Title: Ayn Rand
Author: Jeff Britting
Web site / Facebook / LinkedIn
How I got the book: I was sent a gift copy by the VP of Academic Programs at the Ayn Rand Institute
How long it took to read: 65 minutes / 1 reading session
Read cover-to-cover: YES / no
Favorite quotes (Page # and line):
4: Rand described her earliest approach to life as being an "enormous series" of questions aimed at understanding the things around her.
8: I could summon no interest or enthusiasm for "people as they are" - when I had in my mind a blinding picture of people as they could be.
17: Rand discovered that she enjoyed the process of breaking down complex issues and explaining the answers.
19: I suddenly had the concrete sense of how many large cities there were in the world...
39: The secret of life: You must be nothing but will. Know what you want and do it. Know what you are doing and why you are doing it, every minute of the day.
44: It is not important if your success is interrupted with stops.
44: What is important is to be in love with life; to strongly believe in yourself; it is always important to remember that the road of great people is difficult and uneven.

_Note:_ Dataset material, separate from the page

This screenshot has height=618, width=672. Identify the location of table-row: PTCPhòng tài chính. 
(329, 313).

79: What would happen if every creative person went on strike...?
92: In order to live, man must act; in order to act, he must make choices; in order to make choices, he must define a code of values; in order to define a code of values, he must know what he is and where he is...
92: ...he needs metaphysics, epistemology, ethics, which means: philosophy.
My Take Away:
I was given a copy of the book Atlas Shrugged in 1995. It took me about a year just to open up the first page. Well, I brought the book with me when I went away one summer (1996) to work at a school in South America, and started reading... I can say this book profoundly addressed my own philosophy.

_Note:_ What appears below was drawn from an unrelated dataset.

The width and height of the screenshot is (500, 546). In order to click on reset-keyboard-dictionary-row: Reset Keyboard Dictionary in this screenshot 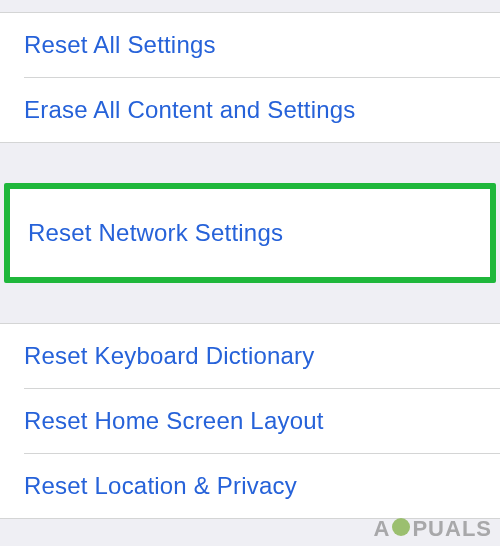, I will do `click(250, 356)`.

Years later, I was introduced to the VP of Academic Programs at the ARI, and a few days after our phone conversation, I received a box of books in the mail. Again, it took me a while to read this one, an OVERLOOK ILLUSTRATED LIVES biography on Ayn Rand.
Of course, I picked out and have re-read the lines above. Page 44 was especially powerful for me. I look back over the past two decades and realize just how much I've learned from, failed in and tried ... all the things that have gotten me here.
In that recent interview with Dan Pink, we talked about the importance of writing things down to figure them out, as well as being focused and intent on the project at hand. Walking away from reading this short biography, I'm even more committed to focusing on the MITs ... those Most Important Things in life and at work.